Data items:
+===+

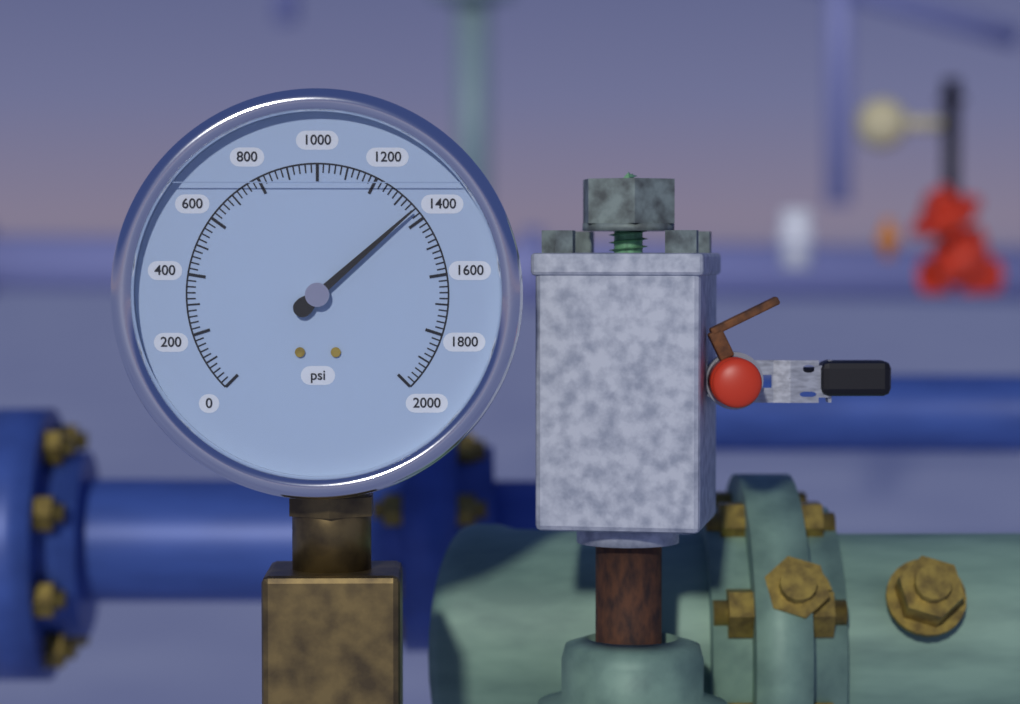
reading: 1360 psi
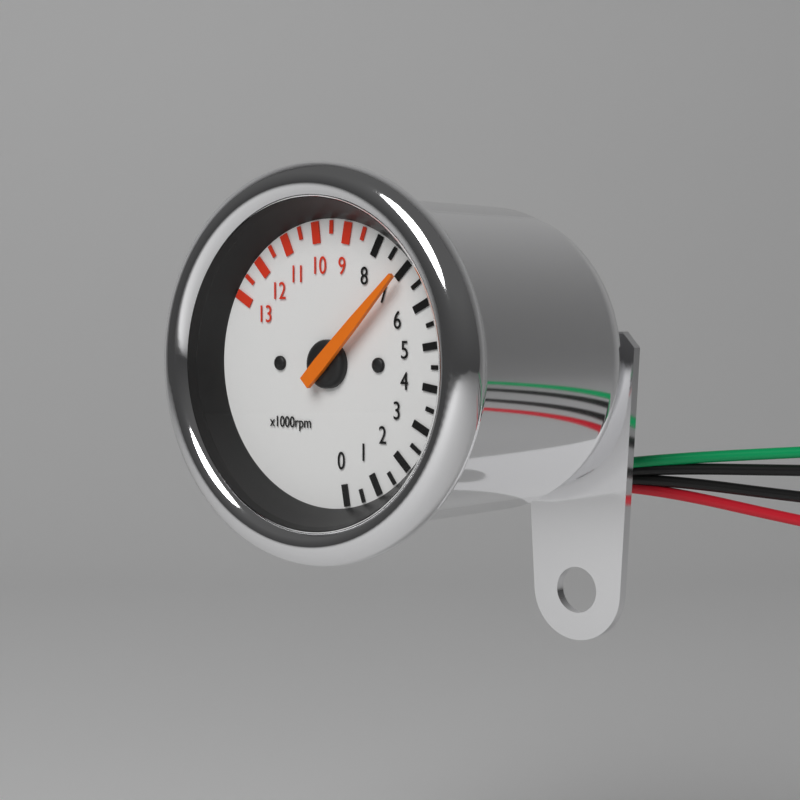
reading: 7000 rpm
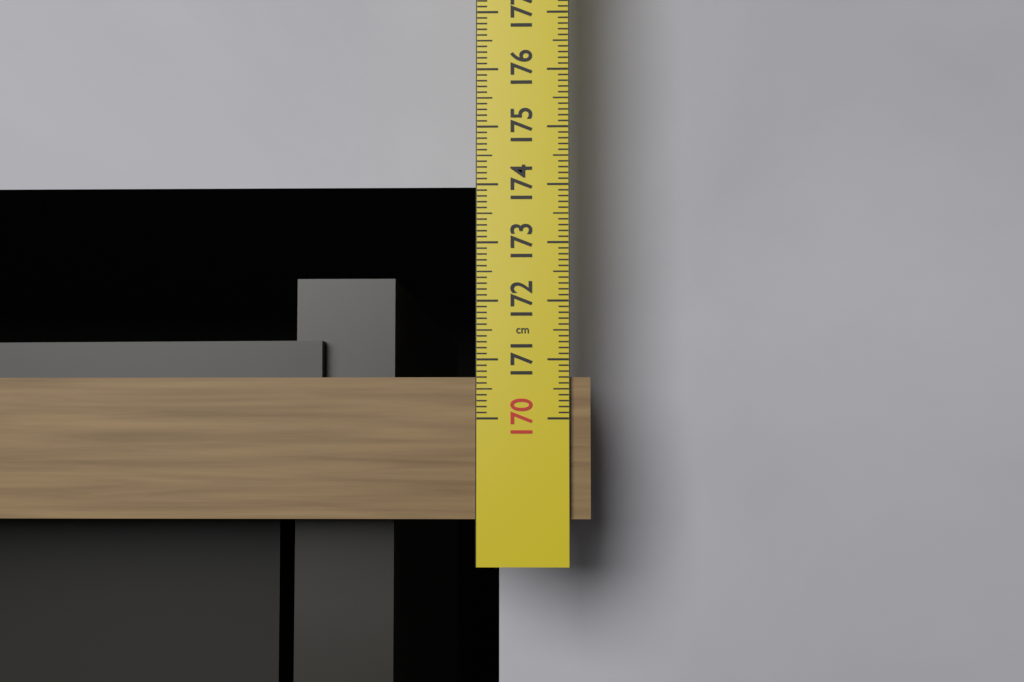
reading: 170.7 cm
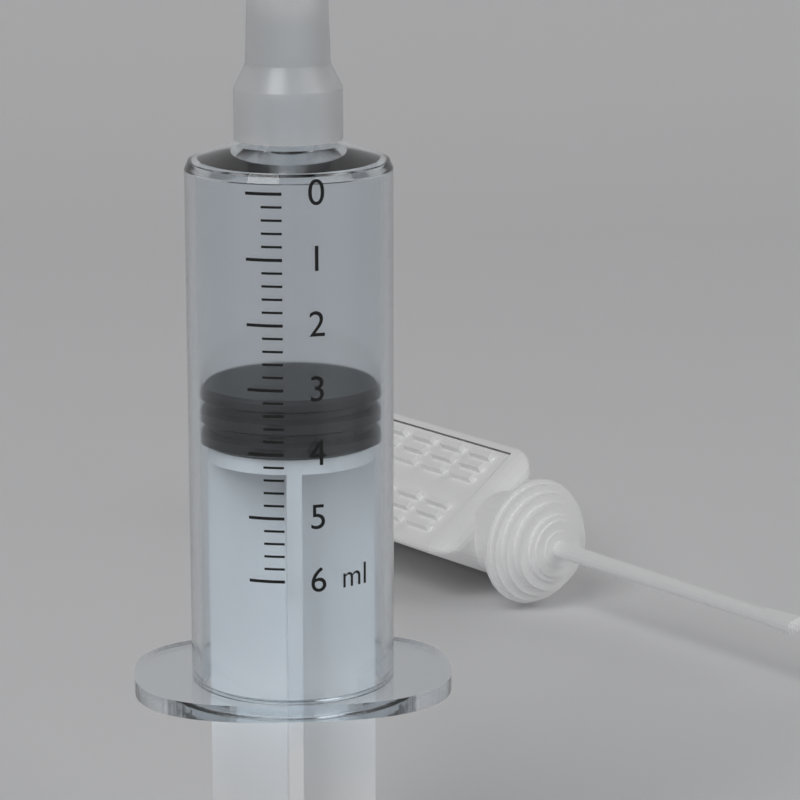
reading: 3.2 ml
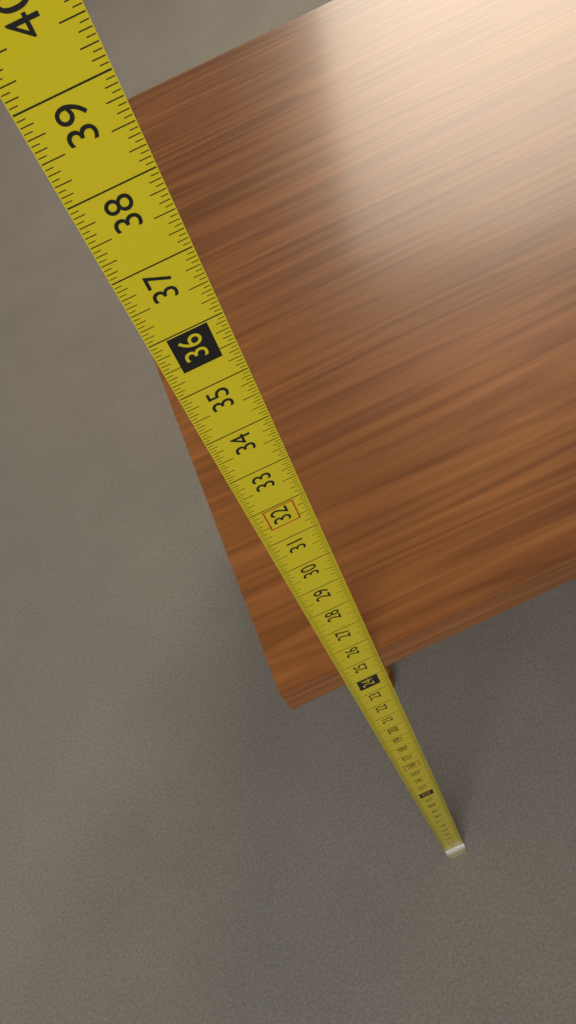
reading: 25.0625 in
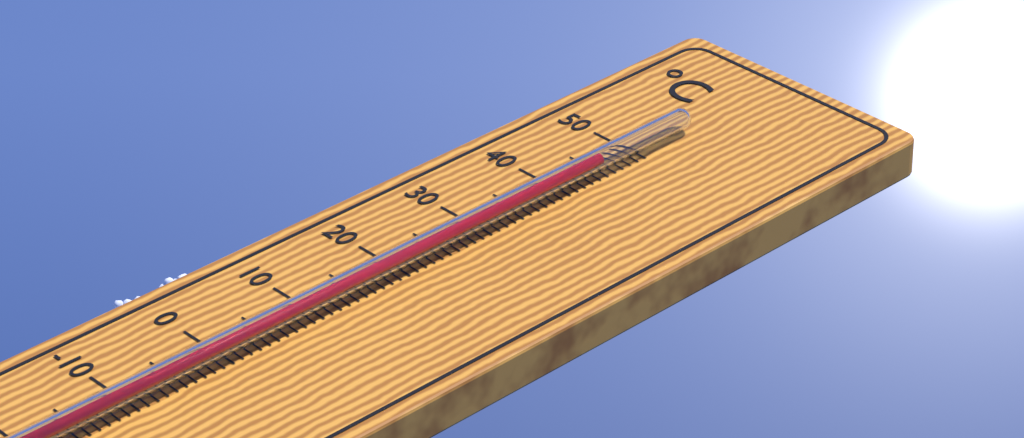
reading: 45 °C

+===+

Work to complete:
Your task is to retype the records above in full and exactly, omitting the pictures.

Reply:
reading: 1360 psi
reading: 7000 rpm
reading: 170.7 cm
reading: 3.2 ml
reading: 25.0625 in
reading: 45 °C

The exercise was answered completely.